"Have you dismissed M. de Courtomer then?" Laurent heard Aymar reply. "I have not succeeded in doing so."
"No, quite so," answered M. Perrelet in a very peculiar tone. "I am afraid he carries his fidelity too far."
Aymar's hand suddenly gripped the blanket.
"Tell me one thing," he said in a whisper which, nevertheless, Laurent heard well enough. "Was I . . . delirious . . . last night?"
"You had that—misfortune," replied the old surgeon, and stood looking down at him, his little gimlet eyes almost invisible under a frown. Then, as the young man in the bed flung his arm across his own eyes, M. Perrelet abruptly brushed away something—a fly perhaps—below his spectacles, and on that Laurent, very uncomfortable at having eavesdropped, came openly in.

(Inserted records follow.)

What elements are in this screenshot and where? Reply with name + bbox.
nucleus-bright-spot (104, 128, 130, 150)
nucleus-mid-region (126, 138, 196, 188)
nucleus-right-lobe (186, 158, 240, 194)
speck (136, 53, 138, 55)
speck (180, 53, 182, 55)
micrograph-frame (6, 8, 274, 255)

"Ah, Monsieur de Courtomer," said the doctor, "I can leave my patient with every confidence in your hands now, for the time that you are here. He will not need me any more."

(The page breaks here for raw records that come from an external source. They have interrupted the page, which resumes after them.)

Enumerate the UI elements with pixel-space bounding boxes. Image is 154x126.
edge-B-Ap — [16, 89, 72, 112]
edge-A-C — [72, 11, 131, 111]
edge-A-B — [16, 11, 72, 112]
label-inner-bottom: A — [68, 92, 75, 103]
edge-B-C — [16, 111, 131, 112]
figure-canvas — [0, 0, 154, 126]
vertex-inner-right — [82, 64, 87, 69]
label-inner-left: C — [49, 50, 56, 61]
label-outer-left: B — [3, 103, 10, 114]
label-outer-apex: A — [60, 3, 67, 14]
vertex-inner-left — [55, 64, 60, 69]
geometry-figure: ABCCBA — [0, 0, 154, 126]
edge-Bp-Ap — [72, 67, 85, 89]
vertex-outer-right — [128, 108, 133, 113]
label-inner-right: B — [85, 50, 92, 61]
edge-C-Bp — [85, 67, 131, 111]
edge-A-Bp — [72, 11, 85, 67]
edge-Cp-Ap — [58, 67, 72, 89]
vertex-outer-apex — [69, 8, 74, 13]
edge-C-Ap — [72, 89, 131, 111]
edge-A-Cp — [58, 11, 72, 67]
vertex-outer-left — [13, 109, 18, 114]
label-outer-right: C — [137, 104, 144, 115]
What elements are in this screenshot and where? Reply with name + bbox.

And Aymar said, in a strange, suffocated voice, "I have nothing to offer you, Monsieur Perrelet, in exchange for my life, but thanks, which are . . . equally worthless."

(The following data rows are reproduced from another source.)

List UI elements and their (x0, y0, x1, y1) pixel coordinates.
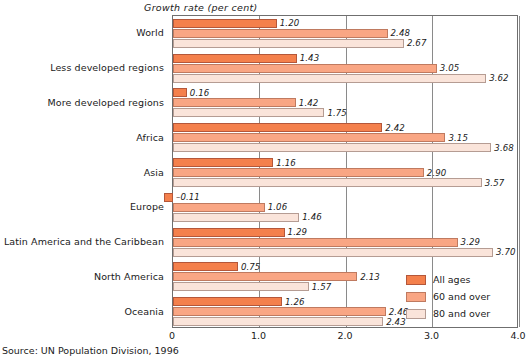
bar (173, 203, 265, 212)
bar (173, 228, 285, 237)
bar-value-label: 1.26 (285, 296, 305, 306)
bar (173, 108, 324, 117)
category-label: Europe (130, 201, 164, 212)
bar-value-label: 2.42 (385, 123, 405, 133)
bar (173, 39, 404, 48)
bar-value-label: 3.68 (494, 143, 514, 153)
bar (173, 262, 238, 271)
bar (173, 143, 491, 152)
bar (173, 64, 437, 73)
bar-row: 2.48 (173, 29, 517, 38)
legend-item: 80 and over (406, 305, 514, 322)
bar (173, 158, 273, 167)
bar-value-label: 3.70 (496, 247, 516, 257)
bar-value-label: 1.42 (299, 98, 319, 108)
legend: All ages 60 and over 80 and over (406, 271, 514, 322)
bar (173, 123, 382, 132)
bar-row: 3.29 (173, 238, 517, 247)
bar (173, 317, 383, 326)
bar (173, 168, 424, 177)
bar-row: 3.62 (173, 74, 517, 83)
bar-value-label: 2.43 (386, 316, 406, 326)
bar (173, 178, 482, 187)
legend-label: 80 and over (433, 308, 490, 319)
bar-row: 1.75 (173, 108, 517, 117)
bar-value-label: 3.57 (485, 177, 505, 187)
source-note: Source: UN Population Division, 1996 (2, 345, 179, 356)
bar (173, 307, 386, 316)
category-label: Africa (136, 131, 164, 142)
bar-value-label: 1.46 (302, 212, 322, 222)
bar-row: 1.06 (173, 203, 517, 212)
bar-value-label: 0.16 (190, 88, 210, 98)
bar-value-label: 1.57 (312, 282, 332, 292)
x-axis-tick-labels: 01.02.03.04.0 (0, 330, 522, 346)
bar-value-label: 0.75 (241, 262, 261, 272)
category-label: Less developed regions (50, 62, 164, 73)
gridline (519, 16, 520, 327)
bar-row: 1.43 (173, 54, 517, 63)
bar-value-label: 1.75 (327, 108, 347, 118)
bar-value-label: 2.48 (391, 28, 411, 38)
bar-value-label: 3.05 (440, 63, 460, 73)
bar-row: 3.57 (173, 178, 517, 187)
bar-row: 1.20 (173, 19, 517, 28)
x-tick-label: 3.0 (424, 330, 439, 341)
category-label: North America (94, 270, 164, 281)
legend-label: 60 and over (433, 291, 490, 302)
bar-value-label: 2.67 (407, 38, 427, 48)
bar (164, 193, 174, 202)
bar (173, 74, 486, 83)
bar-row: 3.05 (173, 64, 517, 73)
bar-value-label: 3.15 (448, 133, 468, 143)
bar-value-label: 1.29 (288, 227, 308, 237)
bar-row: 2.67 (173, 39, 517, 48)
bar-row: 2.42 (173, 123, 517, 132)
bar (173, 213, 299, 222)
bar-row: 1.46 (173, 213, 517, 222)
x-tick-label: 1.0 (251, 330, 266, 341)
x-tick-label: 0 (169, 330, 175, 341)
bar (173, 238, 458, 247)
bar-value-label: –0.11 (176, 192, 200, 202)
bar (173, 88, 187, 97)
legend-item: 60 and over (406, 288, 514, 305)
bar (173, 19, 277, 28)
bar-value-label: 1.43 (300, 53, 320, 63)
category-label: Oceania (124, 305, 164, 316)
legend-item: All ages (406, 271, 514, 288)
category-label-column: WorldLess developed regionsMore develope… (0, 15, 168, 328)
category-label: More developed regions (48, 96, 164, 107)
axis-title: Growth rate (per cent) (144, 2, 258, 13)
bar-value-label: 2.13 (360, 272, 380, 282)
bar (173, 272, 357, 281)
category-label: World (136, 27, 164, 38)
bar-value-label: 1.20 (280, 18, 300, 28)
bar (173, 282, 309, 291)
bar (173, 297, 282, 306)
bar-row: 3.70 (173, 248, 517, 257)
bar-row: 2.90 (173, 168, 517, 177)
bar (173, 133, 445, 142)
bar-value-label: 2.90 (427, 167, 447, 177)
bar-row: 1.29 (173, 228, 517, 237)
category-label: Latin America and the Caribbean (4, 236, 164, 247)
bar-row: 0.75 (173, 262, 517, 271)
legend-label: All ages (433, 274, 470, 285)
bar (173, 54, 297, 63)
bar-row: 1.16 (173, 158, 517, 167)
bar-row: 0.16 (173, 88, 517, 97)
category-label: Asia (144, 166, 164, 177)
bar (173, 248, 493, 257)
x-tick-label: 2.0 (337, 330, 352, 341)
bar-value-label: 1.16 (276, 157, 296, 167)
legend-swatch-all-ages (406, 275, 426, 285)
legend-swatch-80-and-over (406, 309, 426, 319)
bar (173, 29, 388, 38)
bar-value-label: 3.62 (489, 73, 509, 83)
bar-row: 3.15 (173, 133, 517, 142)
bar-value-label: 3.29 (461, 237, 481, 247)
bar-row: 3.68 (173, 143, 517, 152)
x-tick-label: 4.0 (510, 330, 525, 341)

"They are good enough," returned M. Perrelet roughly, "for an old fool." And without another word he walked out of the bedroom.
Laurent, puzzled and embarrassed, followed him.
"M. de la Rocheterie is all right," said M. Perrelet in an unenthusiastic voice, his foot on the step of his gig. "There is no more danger of pulmonary trouble, though he has had the nearest escape from congestion of the lungs that I ever came across."